Who we are
Unitaid is a global health agency engaged in finding innovative solutions to prevent, diagnose, and treat diseases more quickly, cheaply and effectively, in low- and middle-income countries. Our work includes funding initiatives to address major diseases such as HIV/AIDS, malaria, and tuberculosis, as well as HIV co-infections and co-morbidities such as cervical cancer and hepatitis C, and cross-cutting areas, such as fever management.
Unitaid is now applying its expertise to address challenges in advancing new therapies and diagnostics for the COVID-19 pandemic, serving as a key member of the Access to COVID Tools Accelerator. Unitaid is hosted by the World Health Organization.
What we do
Our work targets one of the biggest challenges in innovation – closing the gap between late-stage development of health products and their widespread adoption at scale. This is often a difficult process for low and middle-income countries, which face financial and logistical barriers to accessing treatments for life-threatening diseases.
We provide health partners with short-term financial grants, targeted to achieve maximum impact. Vital medicines and tools that form the backbone of global health responses today would not exist without Unitaid putting funding behind novel ideas and working with partners to scale them up.
Unitaid is directly contributed to the introduction of game-changing medicines and tools for diagnosing disease, including:
- All the HIV anti-retroviral drugs currently used in Africa, via the Medicines Patent Pool
- New paediatric medicine formulations for tuberculosis, malaria and HIV
- Specialist medication to treat or prevent malaria in children and pregnant women
- New bed nets and spray against insecticide-resistant mosquitoes
- Shorter, better treatments for multidrug-resistant tuberculosis (MDR-TB)
We are now on a pathway to delivering screen-and-treat solutions for preventing cervical cancer in low-and middle-income countries, pioneering innovative solutions to fever management for childhood pneumonia – the largest cause of child mortality in sub-Saharan Africa – and access to oxygen in remote health centers. We are also a key player in accelerating solutions to fight the COVID-19 pandemic.
By 2028, work funded by Unitaid has the potential to save 1.2 million lives and achieve US$3.4 billion (approximately 2.9 billion euros) in cost savings.
How we work
Unitaid researches and identifies new health solutions with potential to alleviate the burden of HIV/AIDS, tuberculosis and malaria, as well as co-infections including hepatitis C. We also work in the fields of cervical cancer, fever management and reproductive, maternal and child health (RMNCH).
Through calls for proposals, Unitaid finds partners best qualified to put key innovations into practice.
These partners receive grants from us to fast-track access and reduce the costs of more effective medicines, technologies and systems.
In this way, Unitaid’s investments establish the viability of health innovations, allowing partner organisations to make them widely available.
Working in partnership with other organisations, we are able to amplify their impact. The Global Fund, for example, estimates that without innovations enabled by both organisations, it would take an extra three years for their programmes to achieve their intended impact.
Who pays for it
Since its establishment in 2006, Unitaid has received about US $3 billion in contributions from donors. Unitaid’s main donors are France, the United Kingdom, Norway, the Bill & Melinda Gates Foundation, Brazil, Spain, the Republic of Korea, and Chile.
A key source of income has been innovative financing, specifically the solidarity levy on airline tickets implemented by France, which was later adopted by a number of other countries (including Cameroon, Chile, Congo, Guinea, Madagascar, Mali, Mauritius, Niger, and the Republic of Korea).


- [How to complete this task]
Print the full listing once more, exactly as given.

- [Input]
----
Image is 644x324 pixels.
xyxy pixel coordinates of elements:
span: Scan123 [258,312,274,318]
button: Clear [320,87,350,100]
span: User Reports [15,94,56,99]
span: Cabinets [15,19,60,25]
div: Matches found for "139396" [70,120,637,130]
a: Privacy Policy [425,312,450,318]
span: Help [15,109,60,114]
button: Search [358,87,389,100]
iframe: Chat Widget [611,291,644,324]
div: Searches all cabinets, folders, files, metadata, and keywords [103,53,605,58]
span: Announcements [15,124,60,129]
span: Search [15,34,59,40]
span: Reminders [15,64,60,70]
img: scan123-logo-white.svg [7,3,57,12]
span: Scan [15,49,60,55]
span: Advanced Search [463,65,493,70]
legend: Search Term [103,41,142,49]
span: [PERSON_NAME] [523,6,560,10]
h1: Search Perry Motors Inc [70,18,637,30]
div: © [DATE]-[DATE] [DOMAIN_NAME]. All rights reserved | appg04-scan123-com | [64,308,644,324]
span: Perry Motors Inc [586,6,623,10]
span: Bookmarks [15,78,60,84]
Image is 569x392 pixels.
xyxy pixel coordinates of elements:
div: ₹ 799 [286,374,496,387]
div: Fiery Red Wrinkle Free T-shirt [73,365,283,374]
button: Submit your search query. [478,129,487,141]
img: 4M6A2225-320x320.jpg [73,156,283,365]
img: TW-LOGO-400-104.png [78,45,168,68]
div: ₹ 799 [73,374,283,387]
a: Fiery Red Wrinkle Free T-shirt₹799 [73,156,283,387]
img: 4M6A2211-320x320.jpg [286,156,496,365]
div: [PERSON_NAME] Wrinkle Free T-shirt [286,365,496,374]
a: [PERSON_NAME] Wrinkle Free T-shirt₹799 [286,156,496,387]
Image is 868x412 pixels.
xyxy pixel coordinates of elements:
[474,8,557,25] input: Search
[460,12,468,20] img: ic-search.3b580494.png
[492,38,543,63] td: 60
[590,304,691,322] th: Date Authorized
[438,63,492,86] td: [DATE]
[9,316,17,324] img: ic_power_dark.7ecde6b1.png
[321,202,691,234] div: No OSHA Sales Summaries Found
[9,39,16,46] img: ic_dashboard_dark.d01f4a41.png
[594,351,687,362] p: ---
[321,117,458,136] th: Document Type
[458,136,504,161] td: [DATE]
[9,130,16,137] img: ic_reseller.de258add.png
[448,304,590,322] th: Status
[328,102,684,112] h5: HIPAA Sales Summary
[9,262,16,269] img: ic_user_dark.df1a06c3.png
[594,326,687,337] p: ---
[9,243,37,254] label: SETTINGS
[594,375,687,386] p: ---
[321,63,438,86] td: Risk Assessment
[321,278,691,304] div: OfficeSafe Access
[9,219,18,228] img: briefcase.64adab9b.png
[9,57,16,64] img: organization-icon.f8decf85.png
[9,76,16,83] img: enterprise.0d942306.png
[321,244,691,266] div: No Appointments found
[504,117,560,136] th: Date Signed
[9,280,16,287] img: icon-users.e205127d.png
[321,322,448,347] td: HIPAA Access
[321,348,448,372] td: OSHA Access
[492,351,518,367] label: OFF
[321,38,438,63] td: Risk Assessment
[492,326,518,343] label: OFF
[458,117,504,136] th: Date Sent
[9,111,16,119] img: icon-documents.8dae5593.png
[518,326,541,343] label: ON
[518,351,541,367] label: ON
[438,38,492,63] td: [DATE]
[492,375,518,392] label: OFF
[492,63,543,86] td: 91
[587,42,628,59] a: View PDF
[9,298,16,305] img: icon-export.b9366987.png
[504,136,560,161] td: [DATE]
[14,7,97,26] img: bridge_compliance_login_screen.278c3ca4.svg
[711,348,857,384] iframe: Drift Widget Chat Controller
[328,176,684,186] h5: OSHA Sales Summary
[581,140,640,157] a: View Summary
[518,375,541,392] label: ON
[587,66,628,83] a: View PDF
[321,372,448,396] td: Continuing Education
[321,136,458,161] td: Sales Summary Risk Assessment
----
- [Output of the exercise]
Image is 644x324 pixels.
xyxy pixel coordinates of elements:
span: Scan123 [258,312,274,318]
button: Clear [320,87,350,100]
span: User Reports [15,94,56,99]
span: Cabinets [15,19,60,25]
div: Matches found for "139396" [70,120,637,130]
a: Privacy Policy [425,312,450,318]
span: Help [15,109,60,114]
button: Search [358,87,389,100]
iframe: Chat Widget [611,291,644,324]
div: Searches all cabinets, folders, files, metadata, and keywords [103,53,605,58]
span: Announcements [15,124,60,129]
span: Search [15,34,59,40]
span: Reminders [15,64,60,70]
img: scan123-logo-white.svg [7,3,57,12]
span: Scan [15,49,60,55]
span: Advanced Search [463,65,493,70]
legend: Search Term [103,41,142,49]
span: [PERSON_NAME] [523,6,560,10]
h1: Search Perry Motors Inc [70,18,637,30]
div: © [DATE]-[DATE] [DOMAIN_NAME]. All rights reserved | appg04-scan123-com | [64,308,644,324]
span: Perry Motors Inc [586,6,623,10]
span: Bookmarks [15,78,60,84]
Image is 569x392 pixels.
xyxy pixel coordinates of elements:
div: ₹ 799 [286,374,496,387]
div: Fiery Red Wrinkle Free T-shirt [73,365,283,374]
button: Submit your search query. [478,129,487,141]
img: 4M6A2225-320x320.jpg [73,156,283,365]
img: TW-LOGO-400-104.png [78,45,168,68]
div: ₹ 799 [73,374,283,387]
a: Fiery Red Wrinkle Free T-shirt₹799 [73,156,283,387]
img: 4M6A2211-320x320.jpg [286,156,496,365]
div: [PERSON_NAME] Wrinkle Free T-shirt [286,365,496,374]
a: [PERSON_NAME] Wrinkle Free T-shirt₹799 [286,156,496,387]
Image is 868x412 pixels.
xyxy pixel coordinates of elements:
[474,8,557,25] input: Search
[460,12,468,20] img: ic-search.3b580494.png
[492,38,543,63] td: 60
[590,304,691,322] th: Date Authorized
[438,63,492,86] td: [DATE]
[9,316,17,324] img: ic_power_dark.7ecde6b1.png
[321,202,691,234] div: No OSHA Sales Summaries Found
[9,39,16,46] img: ic_dashboard_dark.d01f4a41.png
[594,351,687,362] p: ---
[321,117,458,136] th: Document Type
[458,136,504,161] td: [DATE]
[9,130,16,137] img: ic_reseller.de258add.png
[448,304,590,322] th: Status
[328,102,684,112] h5: HIPAA Sales Summary
[9,262,16,269] img: ic_user_dark.df1a06c3.png
[594,326,687,337] p: ---
[9,243,37,254] label: SETTINGS
[594,375,687,386] p: ---
[321,63,438,86] td: Risk Assessment
[321,278,691,304] div: OfficeSafe Access
[9,219,18,228] img: briefcase.64adab9b.png
[9,57,16,64] img: organization-icon.f8decf85.png
[9,76,16,83] img: enterprise.0d942306.png
[321,244,691,266] div: No Appointments found
[504,117,560,136] th: Date Signed
[9,280,16,287] img: icon-users.e205127d.png
[321,322,448,347] td: HIPAA Access
[321,348,448,372] td: OSHA Access
[492,351,518,367] label: OFF
[321,38,438,63] td: Risk Assessment
[492,326,518,343] label: OFF
[458,117,504,136] th: Date Sent
[9,111,16,119] img: icon-documents.8dae5593.png
[518,326,541,343] label: ON
[518,351,541,367] label: ON
[438,38,492,63] td: [DATE]
[492,375,518,392] label: OFF
[492,63,543,86] td: 91
[587,42,628,59] a: View PDF
[9,298,16,305] img: icon-export.b9366987.png
[504,136,560,161] td: [DATE]
[14,7,97,26] img: bridge_compliance_login_screen.278c3ca4.svg
[711,348,857,384] iframe: Drift Widget Chat Controller
[328,176,684,186] h5: OSHA Sales Summary
[581,140,640,157] a: View Summary
[518,375,541,392] label: ON
[587,66,628,83] a: View PDF
[321,372,448,396] td: Continuing Education
[321,136,458,161] td: Sales Summary Risk Assessment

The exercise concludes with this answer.